Beginner question. I saw this mentioned on a website, considered a bad practice,but can't remember where and why. So, if I have an user which has access to files that Apache shouldn't have access, and I add this user to the Apache group, would that make a security hole. If yes, why (Apache shouldn't be able to access the sensitive files if for example the permission is 700) ?
Any permission setting can create a security issue in some environments, if the impact of the permissions are not understood.
Adding a user to a group, will generally not give any special privileges to that group. Files owned by the user will not normally be visible to members on that group, since you are probably not setting that group as the default group for that user.
If the user uses sg or something to create files so that group has access to the file, then any members of that group will to the file.
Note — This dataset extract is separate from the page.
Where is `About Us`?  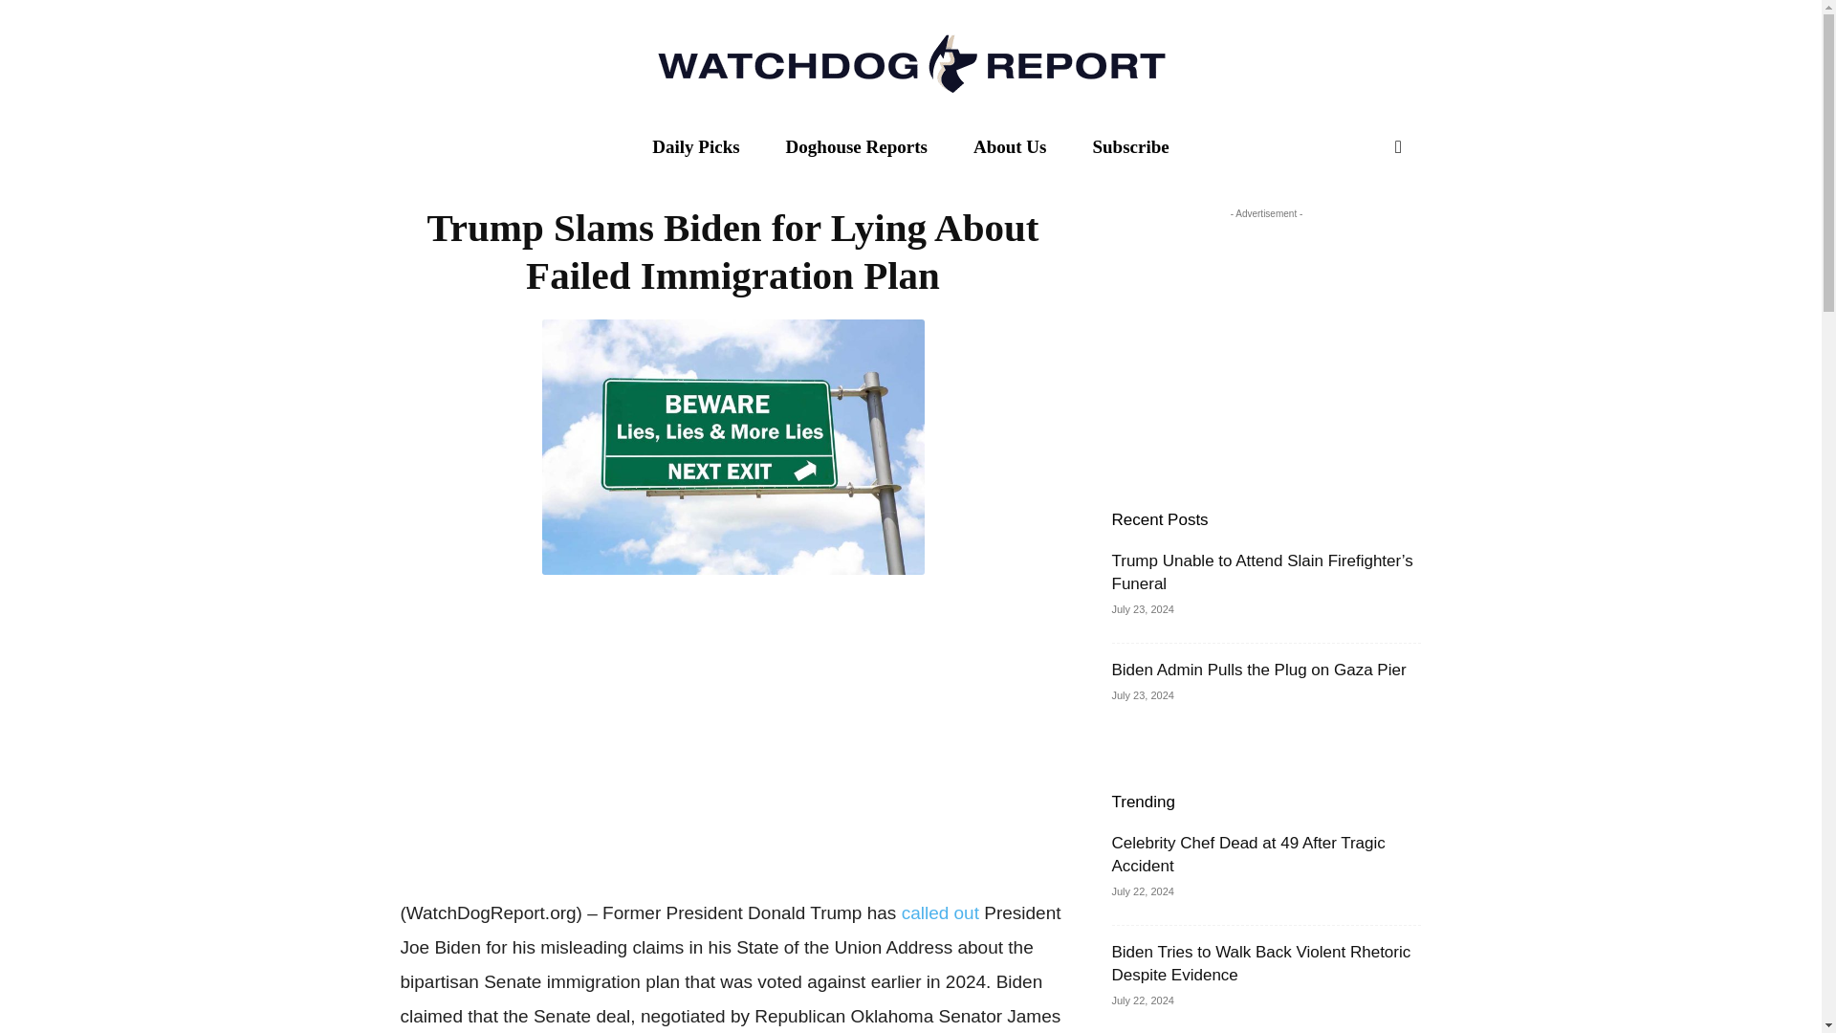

If that person creates some file or directory and grants read-write privileges to that group, then potentially, a bug in the web server or code being served could be exploited to store arbitrary files in that directory, and serve that out.
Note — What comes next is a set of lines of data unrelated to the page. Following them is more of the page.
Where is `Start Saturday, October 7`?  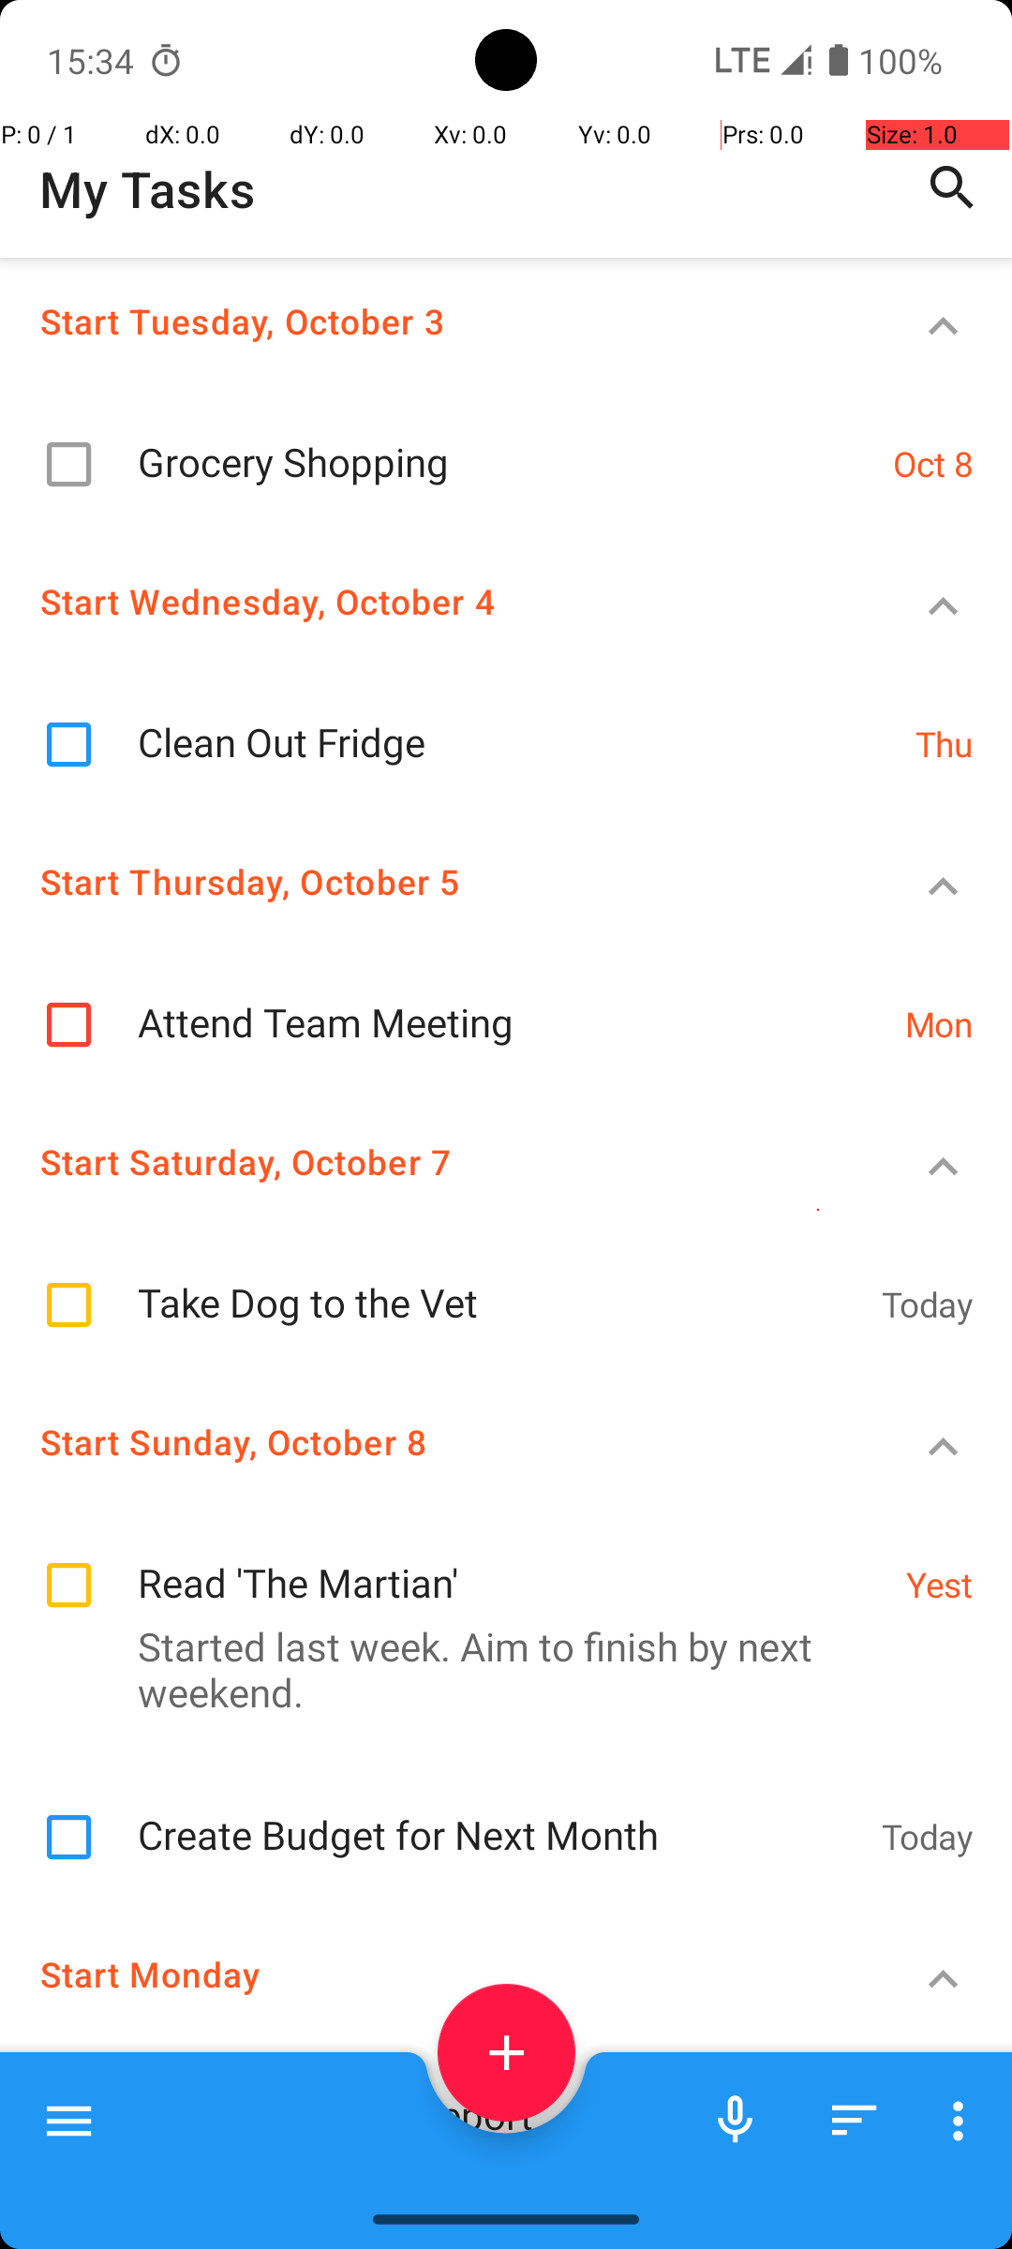 Start Saturday, October 7 is located at coordinates (437, 1226).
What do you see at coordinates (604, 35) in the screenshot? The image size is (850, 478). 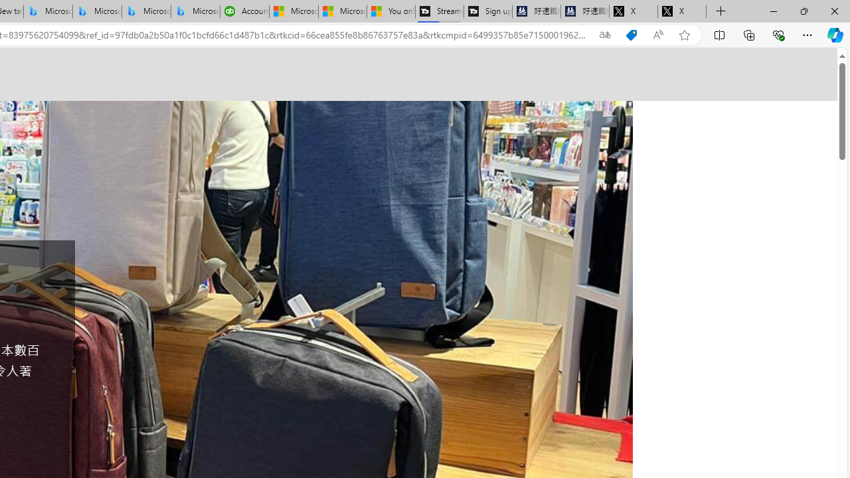 I see `Show translate options` at bounding box center [604, 35].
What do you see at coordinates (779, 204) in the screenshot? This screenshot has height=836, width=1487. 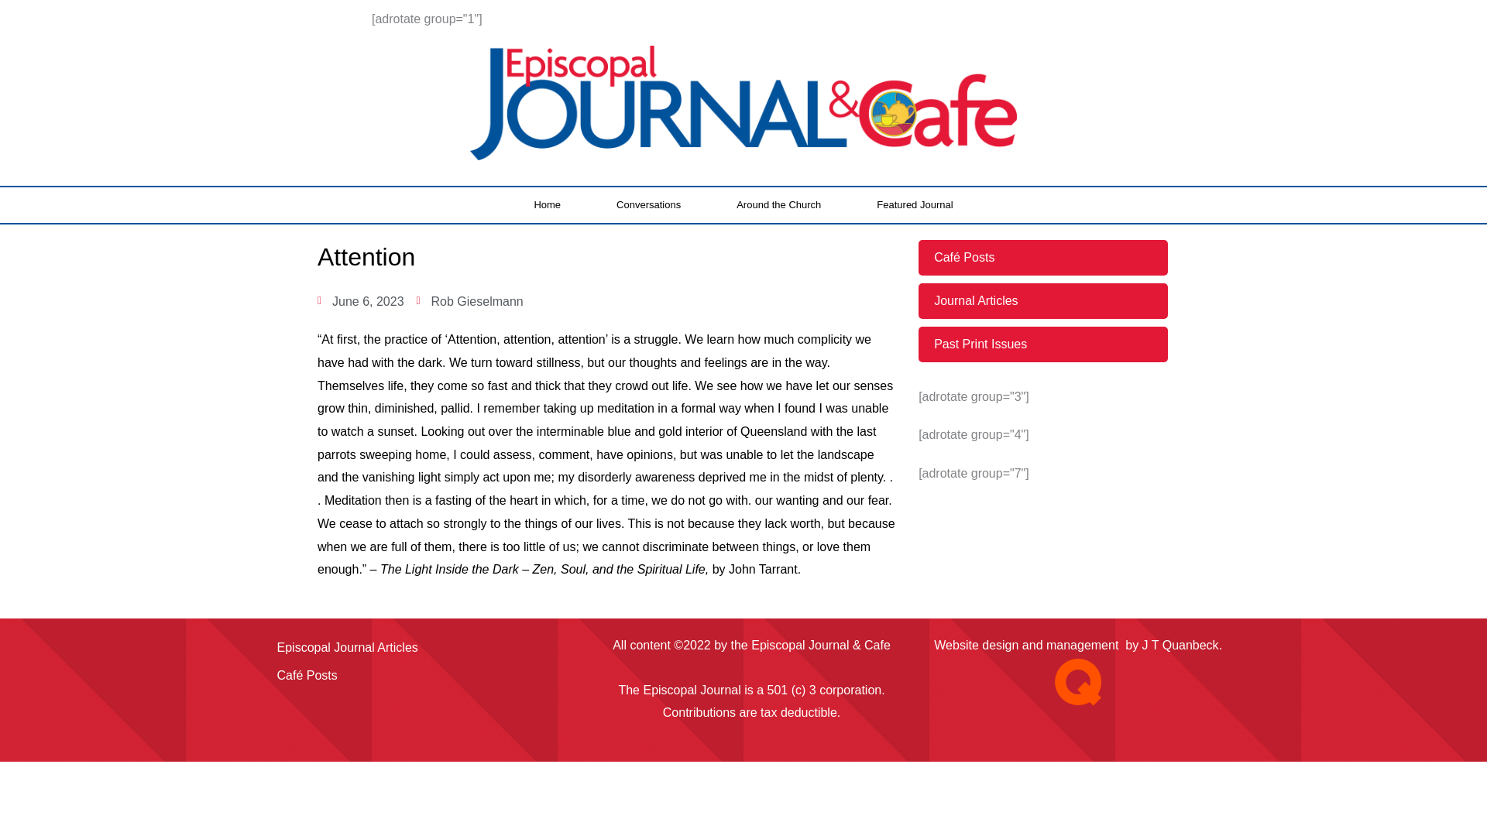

In some kind of multi-tenant arrangement granting permissions to the apache group may allow a tenant to see data created and owned by another tenant.
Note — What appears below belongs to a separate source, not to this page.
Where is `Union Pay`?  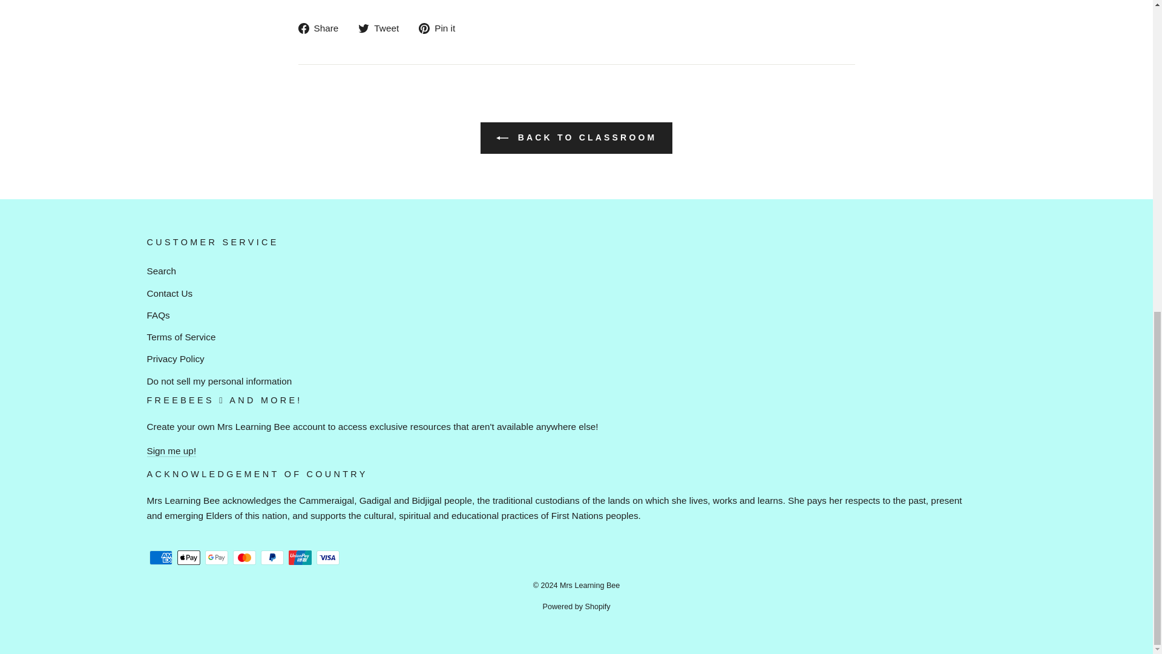 Union Pay is located at coordinates (300, 557).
In any case, just take some time and use the
find
command with the-gid
option to filed files and directories on your system that belong to that group. That will let you see what you are granting access to, when you add a user to a group.you would generally run apache as a user with almost no privileges on the system. Typically less than you would give normal users on the system. The user running apache should have write access to almost nowhere, hopefully nowhere other than logging. You presumably added a user to the apache group to give that user additional privileges. are they privileges that the apache server process even needs in the first place? Should these privileges be assigned to some other group with the user is part of instead of the apache group?